Foreign Policy added: Gordon agrees with Leissner and Rapp Hooper, at least on the need to end the messianic push in US foreign policy. In his book “Losing a Long Game: The False Promise of Regime Change in the Middle East”, he describes various failed attempts by the United States in the Middle East dating back 70 years to the CIA’s ouster of Iranian President Mohammad Mossadegh. has been heavily investigated. In this book, the failed interventions of the United States in Afghanistan, Egypt, Iraq, Iran, Libya and Syria are studied.

In a part of this analysis, referring to the results of these surveys, it is stated: Gordon argues that regime change almost never works, an example of which is a situation where a madman tries something over and over and thinks he might get a different result. US policymakers never seem to learn the right lessons. From examining the coup in Iran in 1953, two disastrous parts about Afghanistan (1980 and after September 11), the disastrous attack on Iraq in 2003, the inappropriate efforts in Egypt, Libya and Syria after the Arab Spring in 2011 the single model in American foreign policy has arrived.

In a part of this article, Foreign Policy said: In his 2020 book Dragons and Serpents: How the Rest Learned to Fight the West, counterinsurgency expert David Kilcullen wrote, criticizing the U.S. global approach: Over the past two decades, this (alleged) superpower has only allowed itself to be caught up in a seemingly endless string of continuous and inconclusive wars, which has wasted its energy while its rivals have flourished.

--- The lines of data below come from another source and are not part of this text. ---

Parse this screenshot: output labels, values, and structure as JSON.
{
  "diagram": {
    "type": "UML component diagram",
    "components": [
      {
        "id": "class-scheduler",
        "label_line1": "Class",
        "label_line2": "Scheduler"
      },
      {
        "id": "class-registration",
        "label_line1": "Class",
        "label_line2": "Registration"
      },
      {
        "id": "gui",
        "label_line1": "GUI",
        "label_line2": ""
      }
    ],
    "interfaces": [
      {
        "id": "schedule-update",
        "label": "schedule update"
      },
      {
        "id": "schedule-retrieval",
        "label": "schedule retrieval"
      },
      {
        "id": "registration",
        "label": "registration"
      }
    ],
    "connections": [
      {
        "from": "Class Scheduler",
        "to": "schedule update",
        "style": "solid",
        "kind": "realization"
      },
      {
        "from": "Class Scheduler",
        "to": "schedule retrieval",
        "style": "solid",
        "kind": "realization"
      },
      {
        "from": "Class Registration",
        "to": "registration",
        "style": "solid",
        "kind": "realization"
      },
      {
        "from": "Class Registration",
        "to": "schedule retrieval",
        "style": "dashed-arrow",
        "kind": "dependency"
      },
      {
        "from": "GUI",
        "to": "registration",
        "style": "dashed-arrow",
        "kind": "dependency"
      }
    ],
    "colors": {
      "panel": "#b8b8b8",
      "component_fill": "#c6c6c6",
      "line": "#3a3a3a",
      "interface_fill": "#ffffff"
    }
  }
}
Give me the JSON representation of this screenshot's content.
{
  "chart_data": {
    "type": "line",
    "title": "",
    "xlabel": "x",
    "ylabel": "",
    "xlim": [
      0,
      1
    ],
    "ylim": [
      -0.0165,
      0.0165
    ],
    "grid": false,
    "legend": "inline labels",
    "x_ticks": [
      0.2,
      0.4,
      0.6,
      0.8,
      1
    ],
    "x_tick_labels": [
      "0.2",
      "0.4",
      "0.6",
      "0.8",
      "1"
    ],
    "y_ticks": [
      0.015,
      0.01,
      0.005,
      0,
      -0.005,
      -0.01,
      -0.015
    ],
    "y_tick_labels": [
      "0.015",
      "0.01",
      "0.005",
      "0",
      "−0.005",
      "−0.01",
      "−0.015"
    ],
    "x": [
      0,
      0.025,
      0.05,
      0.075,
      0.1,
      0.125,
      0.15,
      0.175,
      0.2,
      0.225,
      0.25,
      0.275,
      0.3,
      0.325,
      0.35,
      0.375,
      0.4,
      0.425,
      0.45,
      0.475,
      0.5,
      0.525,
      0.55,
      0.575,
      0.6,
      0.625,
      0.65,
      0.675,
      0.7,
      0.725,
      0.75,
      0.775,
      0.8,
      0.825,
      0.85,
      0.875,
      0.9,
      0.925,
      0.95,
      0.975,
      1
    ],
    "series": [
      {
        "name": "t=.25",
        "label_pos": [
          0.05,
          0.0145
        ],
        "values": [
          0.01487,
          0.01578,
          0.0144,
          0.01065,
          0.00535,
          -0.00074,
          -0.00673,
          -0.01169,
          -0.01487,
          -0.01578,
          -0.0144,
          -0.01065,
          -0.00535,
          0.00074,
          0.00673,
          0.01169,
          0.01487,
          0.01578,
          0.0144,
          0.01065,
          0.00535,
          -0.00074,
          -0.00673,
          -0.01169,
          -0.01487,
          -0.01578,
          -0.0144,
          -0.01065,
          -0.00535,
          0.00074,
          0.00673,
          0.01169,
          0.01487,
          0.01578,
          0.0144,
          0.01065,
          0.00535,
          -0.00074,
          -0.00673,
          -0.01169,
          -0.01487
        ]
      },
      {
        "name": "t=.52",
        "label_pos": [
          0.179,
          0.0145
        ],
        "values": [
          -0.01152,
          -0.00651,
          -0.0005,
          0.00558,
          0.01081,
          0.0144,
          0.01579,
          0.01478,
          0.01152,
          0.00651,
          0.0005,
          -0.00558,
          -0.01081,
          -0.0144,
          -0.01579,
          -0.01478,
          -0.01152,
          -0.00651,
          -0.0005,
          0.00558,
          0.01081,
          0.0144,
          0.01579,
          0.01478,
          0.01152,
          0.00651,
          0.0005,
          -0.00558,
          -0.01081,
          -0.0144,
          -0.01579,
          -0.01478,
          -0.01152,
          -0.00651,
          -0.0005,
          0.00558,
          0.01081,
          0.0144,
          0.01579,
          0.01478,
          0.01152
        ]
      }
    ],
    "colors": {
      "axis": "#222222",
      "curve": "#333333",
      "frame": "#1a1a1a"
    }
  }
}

This analysis further added: These failures have helped create a deep divide in American politics. An issue that led Leisner and Rap Hooper to conclude that traditional US leadership was no longer tenable. Together, these major policy blunders have helped discredit the political establishment in Washington, paving the way for former US President Donald Trump and his neo-isolationist “America First”.

The final part of the analysis reads: Gordon and Leissner, two top foreign policy advisers, the woman who may soon become the next president of the United States, are crafting America’s anti-interventionist drive for decades to come.